*** Opening of Extracted records ***

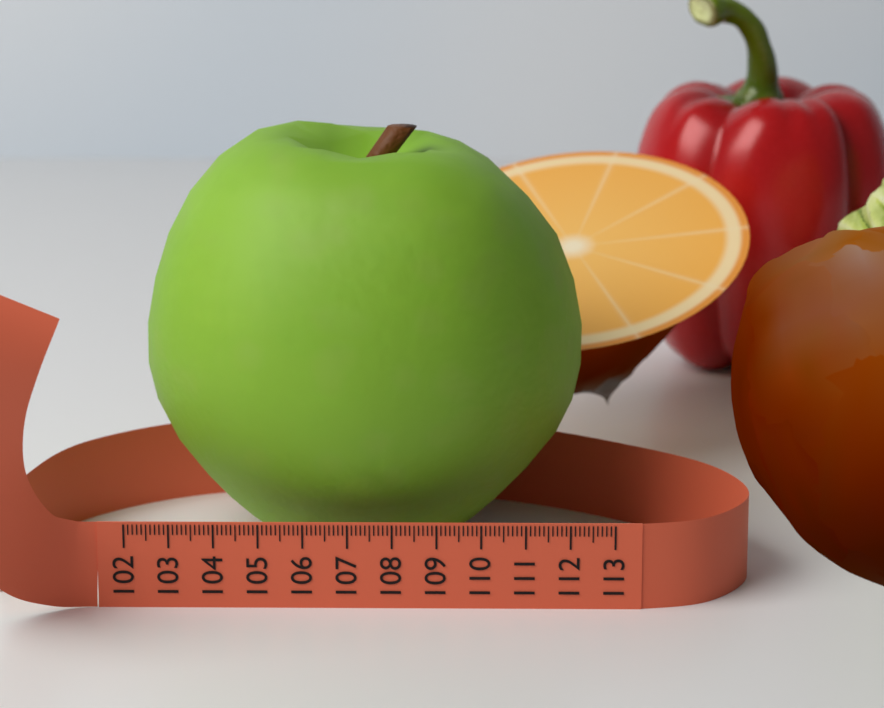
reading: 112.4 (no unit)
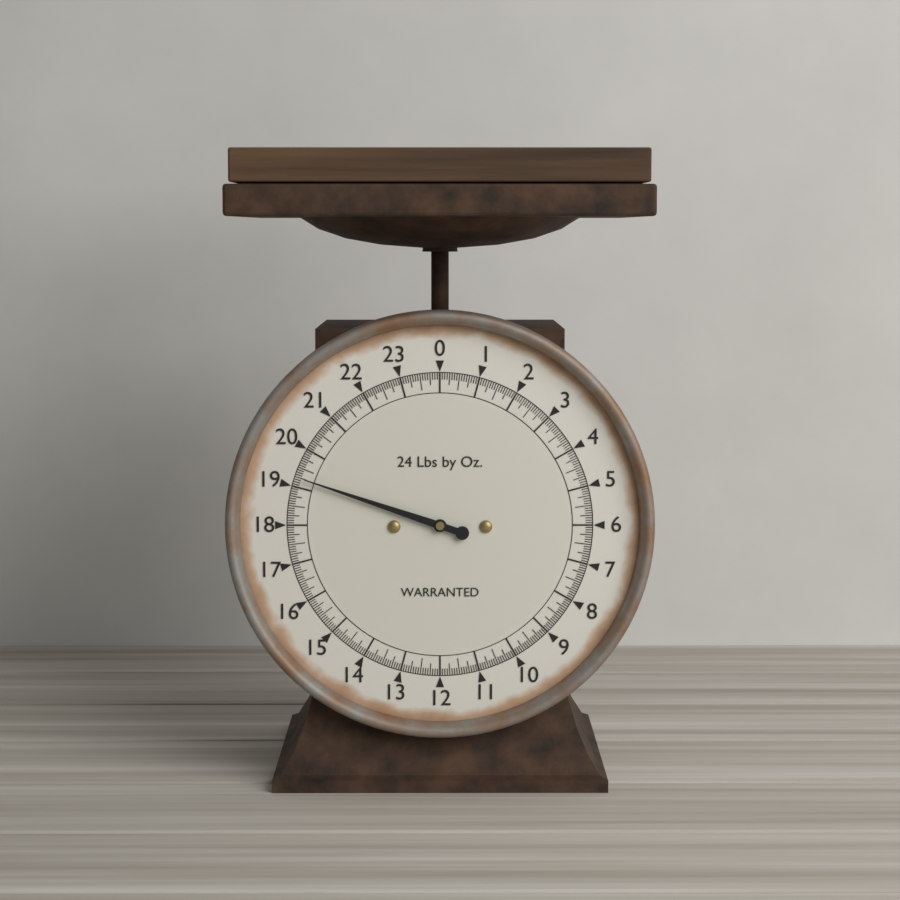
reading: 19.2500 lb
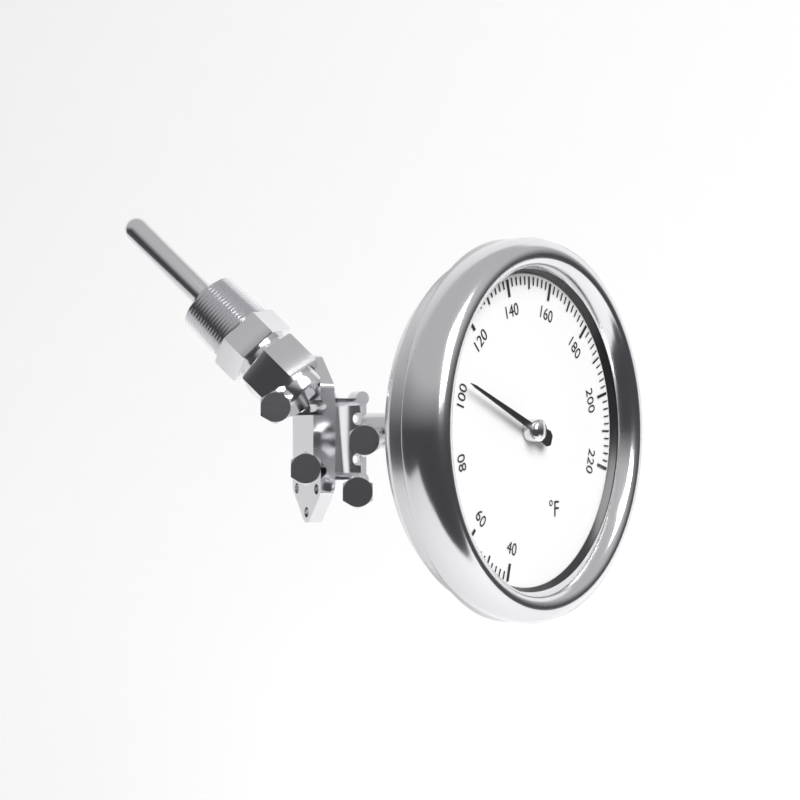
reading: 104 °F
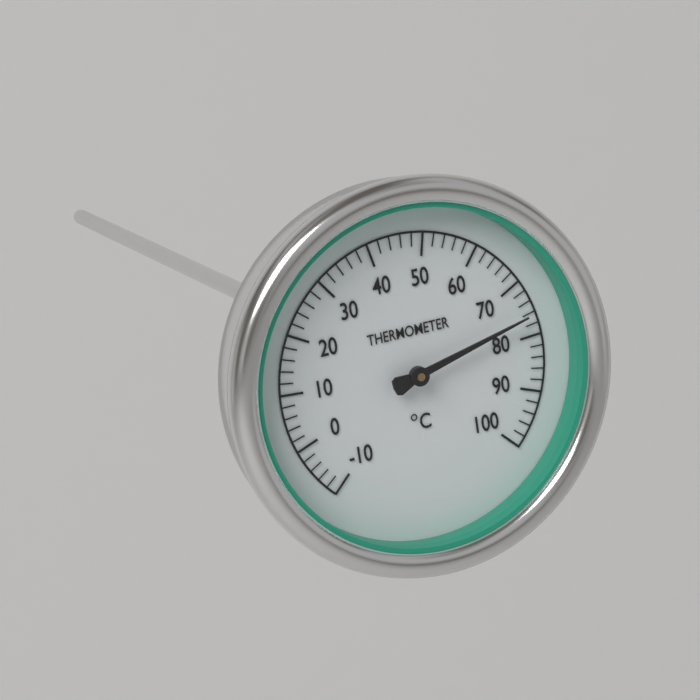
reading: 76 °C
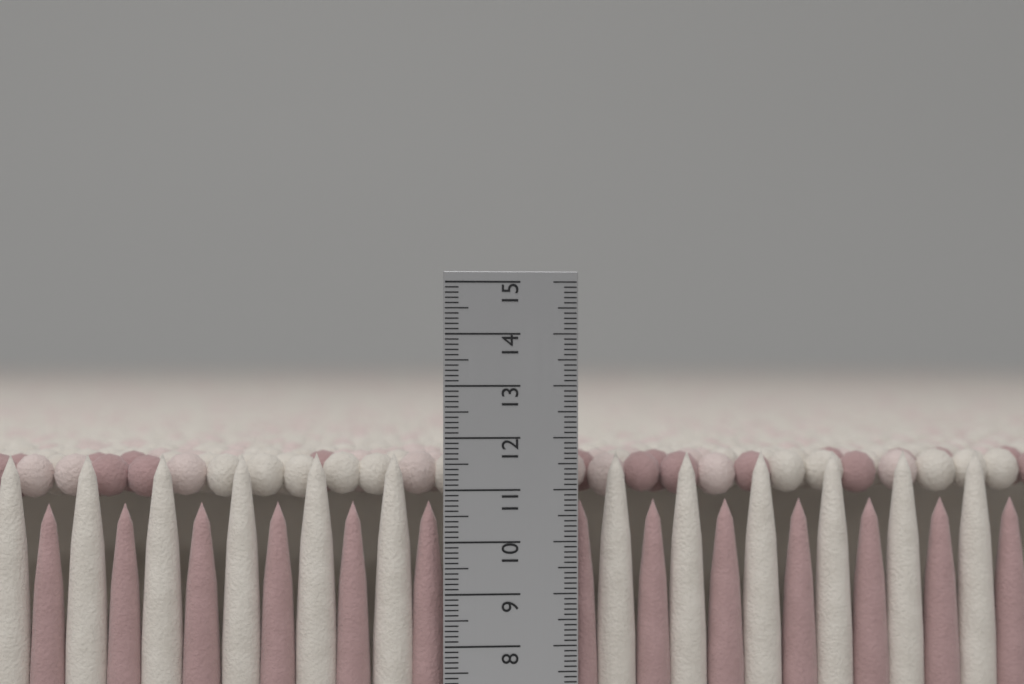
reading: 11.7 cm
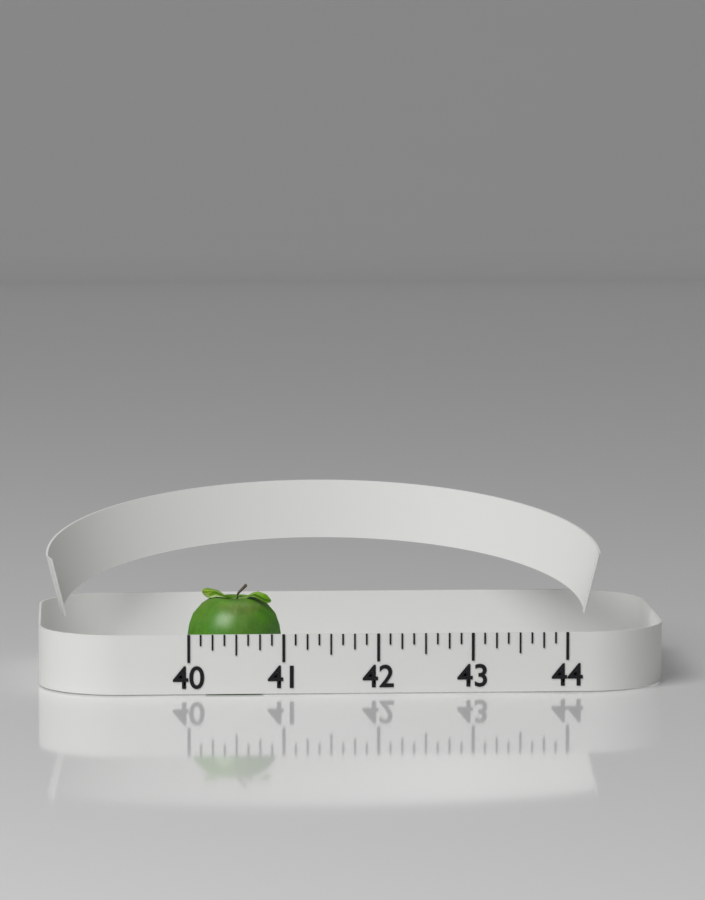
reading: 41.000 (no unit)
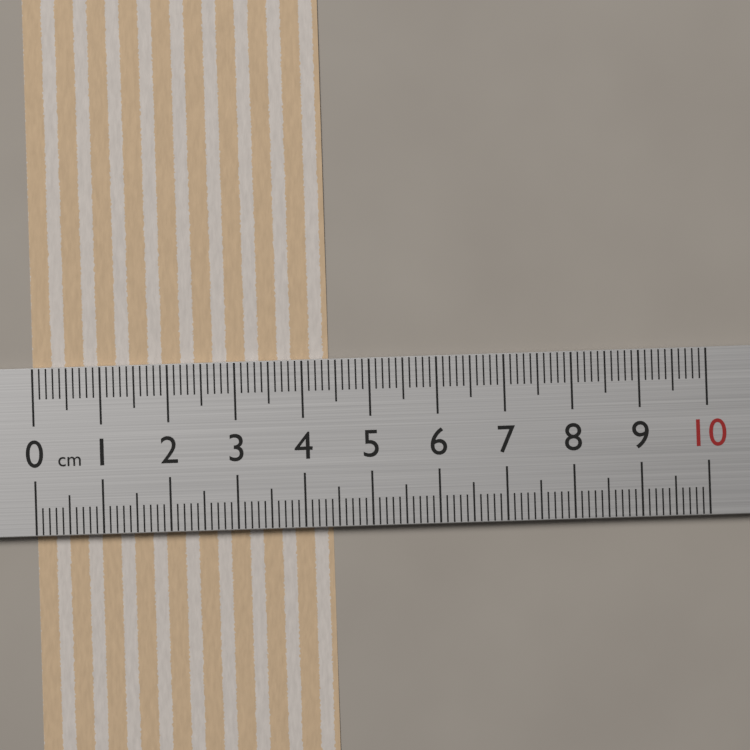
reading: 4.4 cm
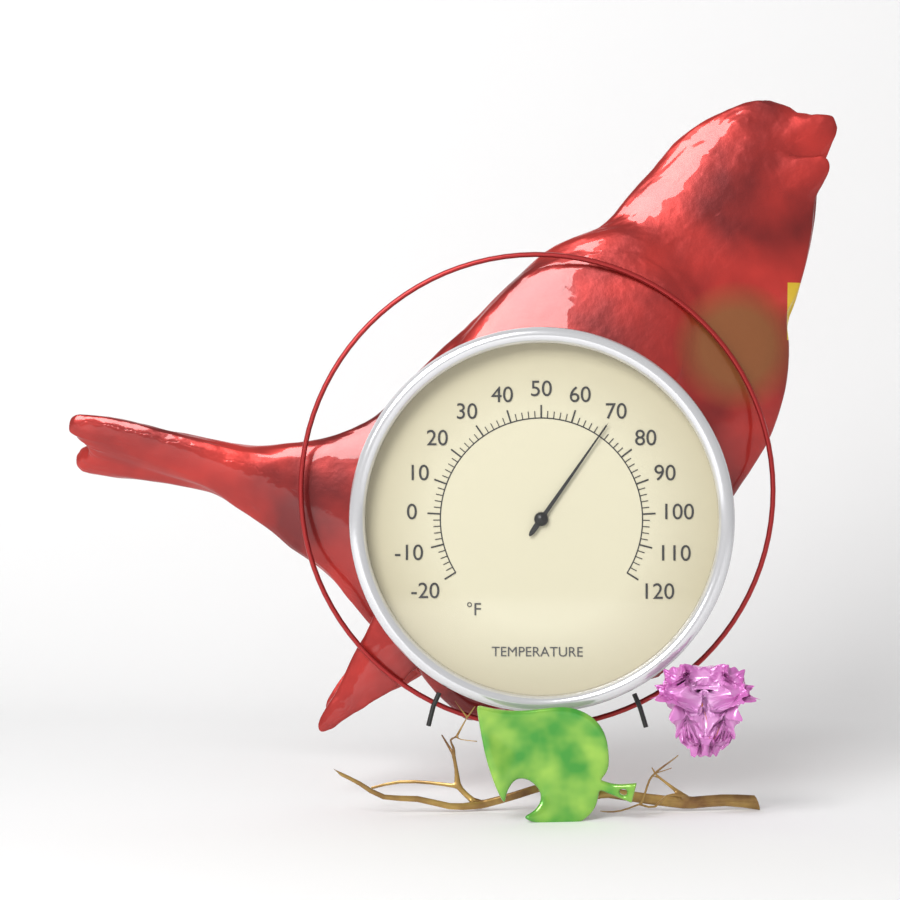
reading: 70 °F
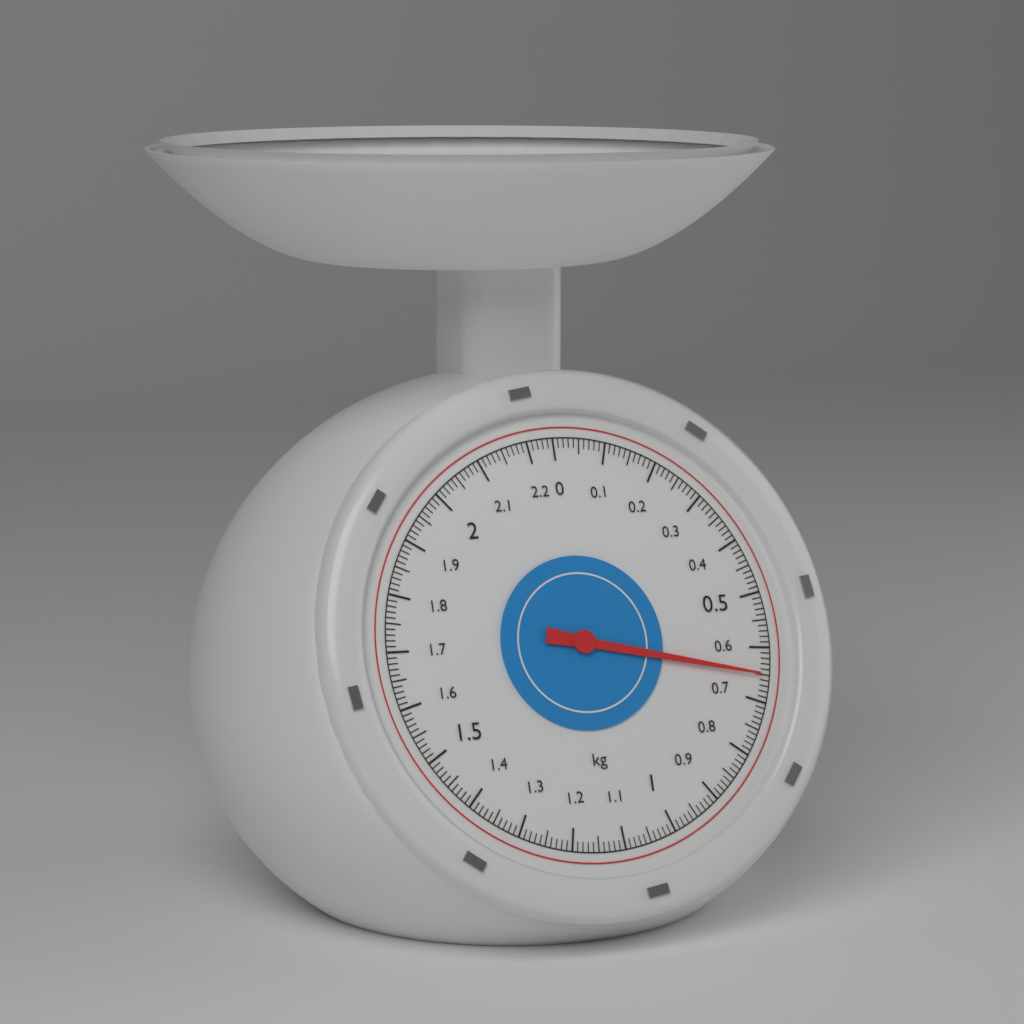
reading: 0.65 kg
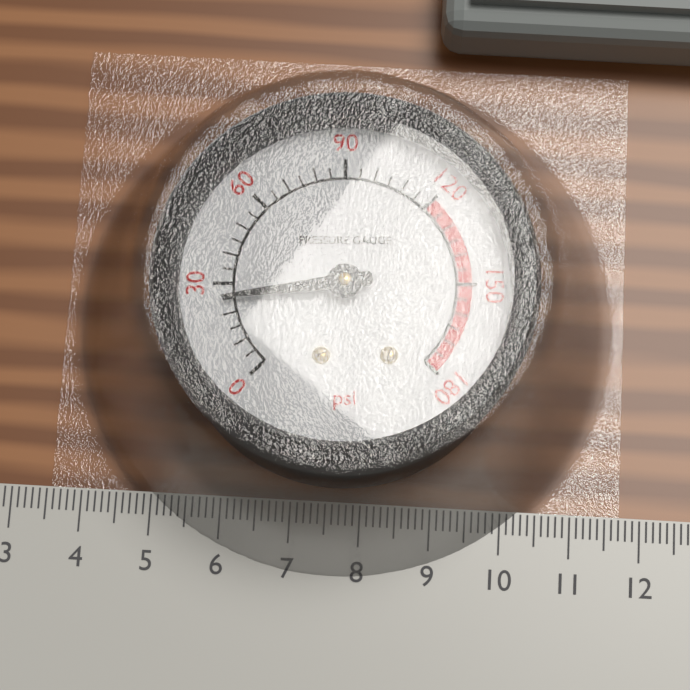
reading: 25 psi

*** Close of Extracted records ***

# Work required
Your task is to repeat the listing exactly while omitting its pictures.

# Exercise answer
reading: 112.4 (no unit)
reading: 19.2500 lb
reading: 104 °F
reading: 76 °C
reading: 11.7 cm
reading: 41.000 (no unit)
reading: 4.4 cm
reading: 70 °F
reading: 0.65 kg
reading: 25 psi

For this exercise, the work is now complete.